Victim’s father urges focus on pilots’ welfare
Deliberate crash last week tied to health problems.
— The SISTERON, FRANCE father of one of the victims of last week’s plane crash in the French Alps called Saturday for airlines to take greater care over pilots’ welfare.
French prosecutors have said they believe German co-pilot Andreas Lubitz deliberately slammed the Germanwings flight into a mountain. Authorities have since said Lubitz hid evidence of an illness from his employers — including a sick note for the day of the crash.
“I believe the airlines should be more transparent and our (inest pilots looked after properly,” said Philip Bramley, from Hull in northern England. “We put our lives and our children’s lives in their hands.”
His 28-year-old son, Paul Bramley, was one of 150 people killed in Tuesday’s disaster.
Speaking near the site of the crash, Philip Bramley said Lubitz’s motive was irrelevant.
“What is relevant is that it should never happen again; my son and everyone on that plane should not be forgotten, ever,” he said.
German prosecutors, who have been trying to determine what caused Lubitz to take such a devastating action, met with their French counterparts Saturday to discuss preliminary (indings.
Duesseldorf prosecutors say Lubitz hid evidence of an illness from his employers — including a torn-up doctor’s note that would have kept him off work the day authorities say he crashed Flight 9525.
Searches conducted at Lubitz’s homes in Duesseldorf and in the town of Montabaur turned up documents pointing to “an existing illness and appropriate medical treatment,” but no suicide note was found, said Ralf Herrenbrueck, of the Duesseldorf prosecutors’ of(ice.
Prosecutors didn’t specify what illness Lubitz may have been suffering from. German media reported that the 27-yearold had suffered from depression. The New York Times and Germany’s Bild am Sonntag weekly also reported that Lubitz had eye problems.
Duesseldorf University Hospital said Friday that Lubitz had been a patient there over the past two months and last went in for a “diagnostic evaluation” on March 10. It declined to provide details.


▸ **WORK TO BE COMPLETED**
Nothing in the listing should be altered when it is copied, and no picture goes into the copy.

──────── DATA PROVIDED ────────

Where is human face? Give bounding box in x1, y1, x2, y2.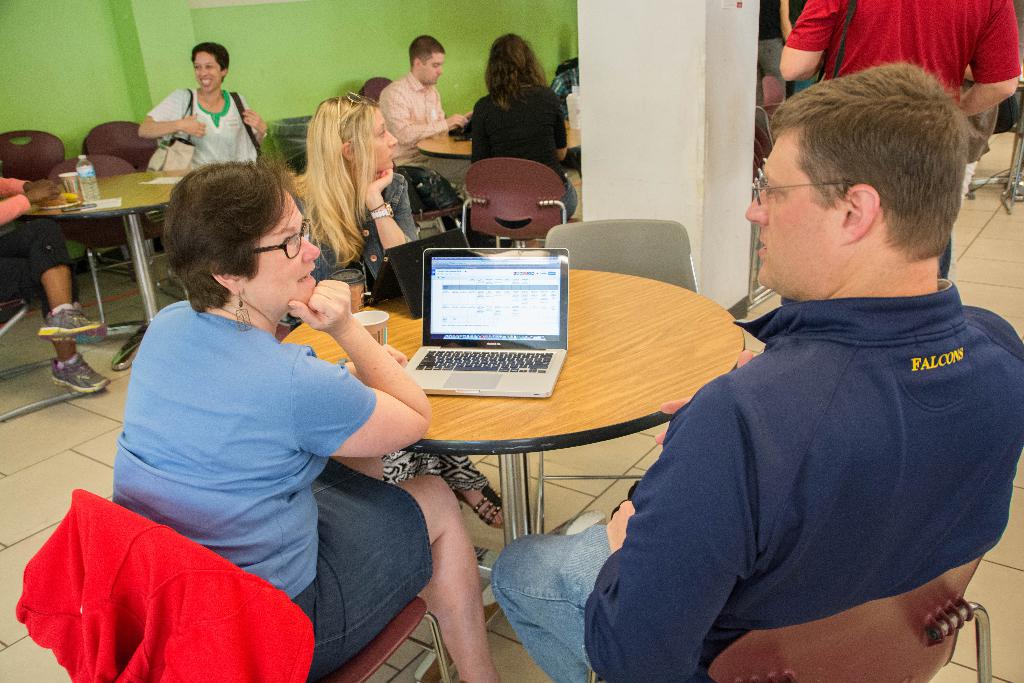
252, 188, 317, 300.
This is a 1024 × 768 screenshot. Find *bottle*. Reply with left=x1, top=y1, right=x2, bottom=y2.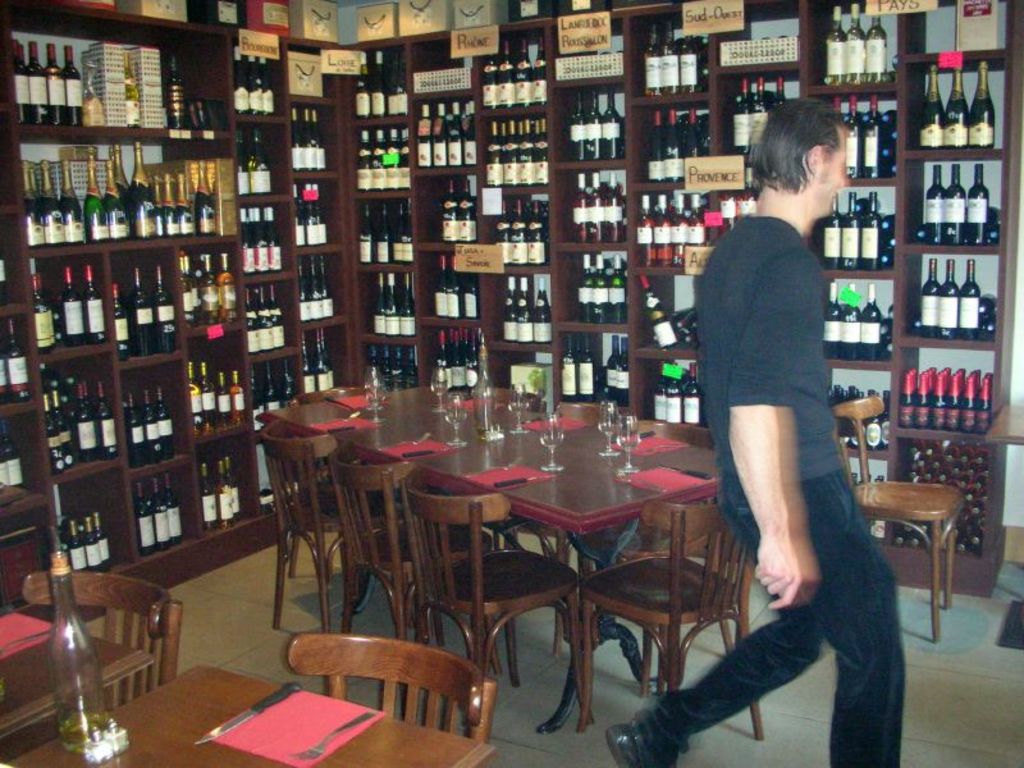
left=100, top=283, right=132, bottom=356.
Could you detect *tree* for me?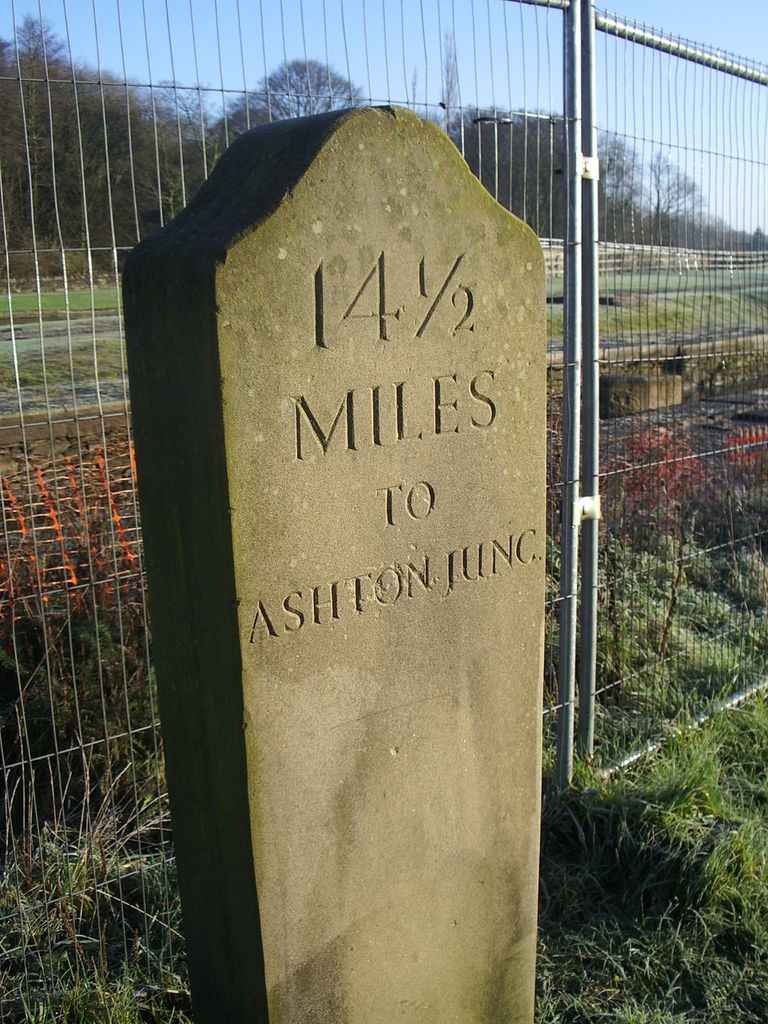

────────

▸ **RESULT OF THIS TASK**
Where is human face? Give bounding box in x1, y1, x2, y2.
252, 188, 317, 300.
This is a 1024 × 768 screenshot. Find *bottle*. Reply with left=x1, top=y1, right=x2, bottom=y2.
left=100, top=283, right=132, bottom=356.
Could you detect *tree* for me?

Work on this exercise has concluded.